Reputation: 23
I have a python dataclass in which I want to conditionally assign certain decorators depending on some global variable.
The condition is checked at the top of the script, but for my example below, I've simply supplied the result of that checking. If the check is True
, I want to give those methods the @functools.cached_property
decorator. If it is False
, I just want them to receive the standard @property
decorator.
The issue I keep running into is that I can't quite figure out how (or if it's even possible) to make this work as a simple decorator. I mostly get errors about method objects when calling or manipulating test.x_times_y
, and I'm not sure if it is possible to write the function in such a way that calling test.x_times_y
in the example below actually yields the result that I want.
import functools
import dataclasses
_value_checked = False
def myDecorator(func):
def decorator(self):
if not _value_checked:
return property(func)(self)
else:
return functools.cached_property(func)(self)
return decorator
@dataclasses.dataclass
class MyClass():
x: int
y: int
z: int = 0
@myDecorator
def x_times_y(self):
return self.x*self.y
test = MyClass(5,6,7)
I'd also like to avoid getter and setter methods, so I'm hopeful that that is possible. I've looked at many answers on here (such as this one) but haven't been able to find an answers that actually works, as most don't apply to decorating methods. I'm using Python 3.8 for this.
Upvotes: 2
Views: 645
Reputation: 14434
The behavior you want can be implemented with a simple conditional assignment:
my_decorator = functools.cached_property if _value_checked else property
or
if _value_checked:
my_decorator = functools.cached_property
else:
my_decorator = property
If you need to do more complex logic at each use of the decorator, you can use a function that returns the decorator you want:
def my_decorator():
if not _value_checked:
return property
else
return functools.cached_property
No complex argument forwarding required. Just delegate to the decorators you already have.
Upvotes: 3
Reputation: 71517
The way you've written myDecorator
it can only be applied to functions that take a single argument:
def myDecorator(func):
def decorator(self):
if not _value_checked:
return property(func)(self)
else:
return functools.cached_property(func)(self)
return decorator
The simplest thing is to just return the function and not call it inside a wrapper:
def myDecorator(func):
if not _value_checked:
return property(func)
else
return functools.cached_property(func)
If you did need to build a wrapper, the generally correct way is to have the wrapper function take arbitrary *args, **kwargs
arguments so you can invoke the wrapped function with them:
def myDecorator(func):
def wrapper(*args, **kwargs):
if not _value_checked:
return property(func)(*args, **kwargs)
else:
return functools.cached_property(func)(*args, **kwargs)
return wrapper
Note that the function that myDecorator
returns is not itself a decorator, it's a wrapper that replaces the decorated function -- that's why I've renamed it in the above implementation.

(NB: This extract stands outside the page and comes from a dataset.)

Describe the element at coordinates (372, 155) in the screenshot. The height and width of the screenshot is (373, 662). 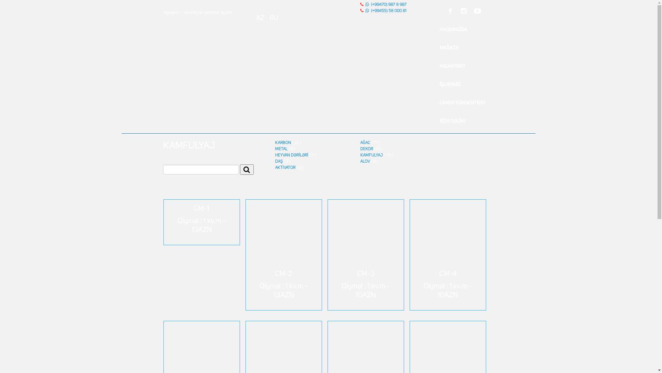
I see `KAMFULYAJ ` at that location.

Note also that there is a practical difference between these implementations, which is that the second version (with the wrapper) evaluates _value_checked
at the time the function is called, whereas the first version evaluates it at the time the function is defined. If that value is a constant it doesn't matter, but if you want to be able to toggle it at runtime and have the behavior change dynamically, you want the second version.